The film is believed to have the working title Cockney Lump, and will be produced by Big Talk, who made the Dagenham-born actor's last film, the salsa dancing rom-com Cuban Fury, as well as Spaced and Mr Sloane for television.
In 2012, Frost told the comic book website Bleeding Cool: 'Cockney Lump is written, I’m tweaking it constantly and we’re just trying to get it out there and see who fancies making a wrestling film. It will be with Big Talk.’
As long ago as 2010, Frost suggested on Jonathan Ross' chat show that Simon Pegg would play his wrestler's manager, Earl Grey.

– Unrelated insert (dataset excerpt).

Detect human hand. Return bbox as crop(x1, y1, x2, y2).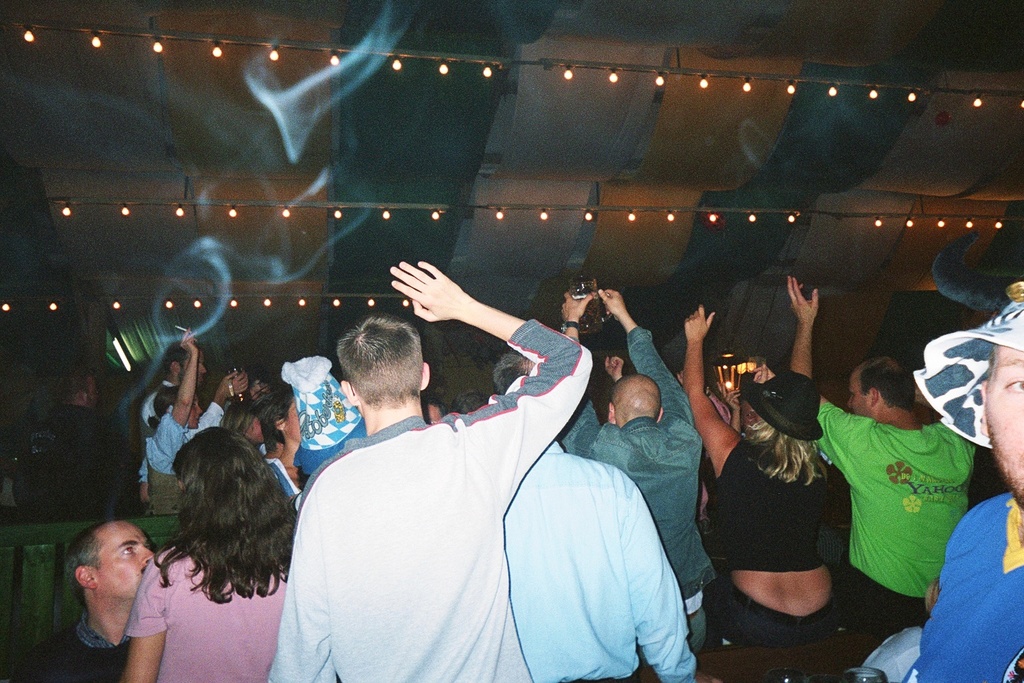
crop(750, 361, 774, 384).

Frost – who is in the US to promote animated movie The Boxtrolls, which also features the voices of Pegg, Richard Ayoade and Sir Ben Kingsley – also told Maron that he had written a children's book that he wants to turn into a graphic novel and had been approached by a publisher to write a memoir.

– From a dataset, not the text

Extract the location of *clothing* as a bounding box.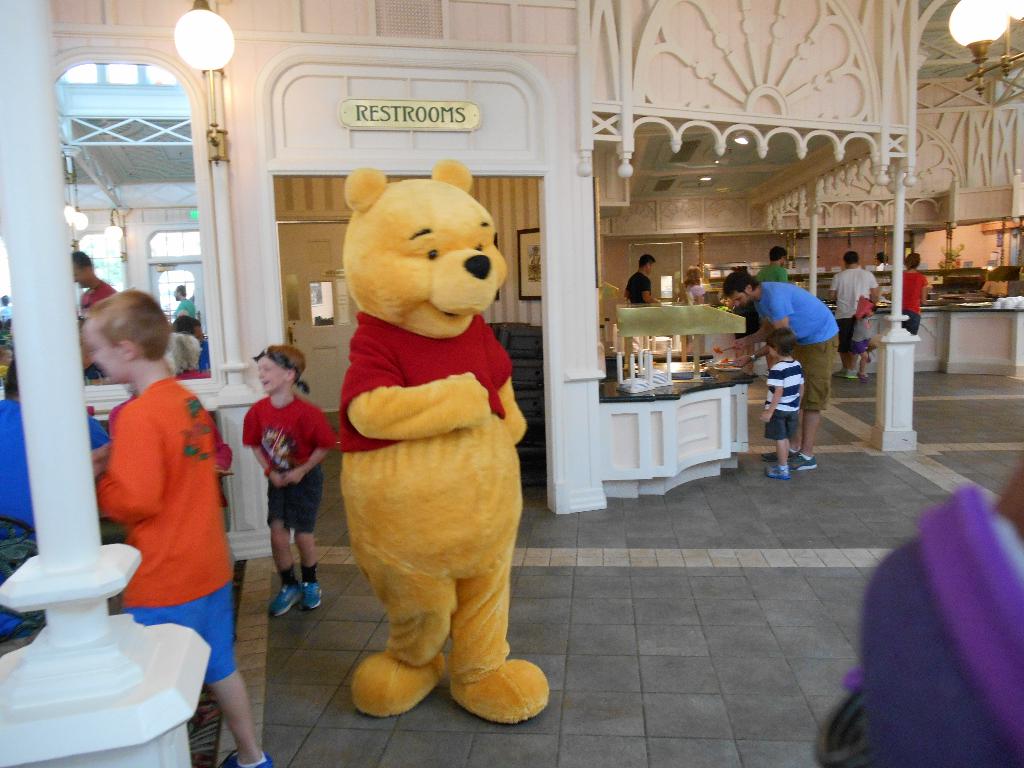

But after spending five months writing his life story until the age of 23, he thought better of it.
He said: 'I don't think I am going to do it but I enjoyed sitting down and doing it for myself, it was kind of interesting.
'I wanted to write the whole thing and then take out everything I wouldn't want anyone to know and see what would be left, see if there would be an amusing story there … without the … shit.
'I'm not sure if people are ready for that shit. What they want is a story about meeting Quentin Tarantino or me and Bill Hader hanging out together … maybe what the publishers don't want are those very interesting autobiographies of the seventies and eighties by people who lived a life … that's what I want to read about. That happened to you but still you survived and thrived.'
Acknowledging that he'd experienced 'so much frigging tragedy', after the death of four of his six half-siblings and his parents growing up, he ventured that his outlook on life is 'what's the alternative? Just get up and keep going'.
Coming from a tough East End of London background and drinking in pubs at 13, Frost called himself a 'nasty' fighter and revealed that he was once beaten up by a gang of five and hospitalised before he became an actor.
At 18 he spent two years on a kibbutz in Israel, on the Lebanese border, after being 'told in no uncertain terms that I should leave London', though he declined to elaborate further on the circumstances.
Meeting Pegg at 22 when he was a stand-up, he told how they bonded at a house party doing impressions of The Young Ones and weatherman Ian McCaskill. And after driving Pegg to gigs for a year, he tried stand-up himself for 12 gigs, in the vein of Reeves and Mortimer.
'Six were good and six were the lowest point of my life' he admitted. 'And that includes burying both parents'.
Frost also confided that after 'spunking' away his pay from the first series of Spaced, he was forced to return to working as a waiter until the second, and that while Cuban Fury only made about $100,000 in the US, it was the most illegally torrented film in Florida last year. He also disclosed that after Shaun of the Dead, he was invited to play the role of Shrek on Broadway, but turned it down.
Earlier this week it was announced that he has a guest role in the Doctor Who Christmas special.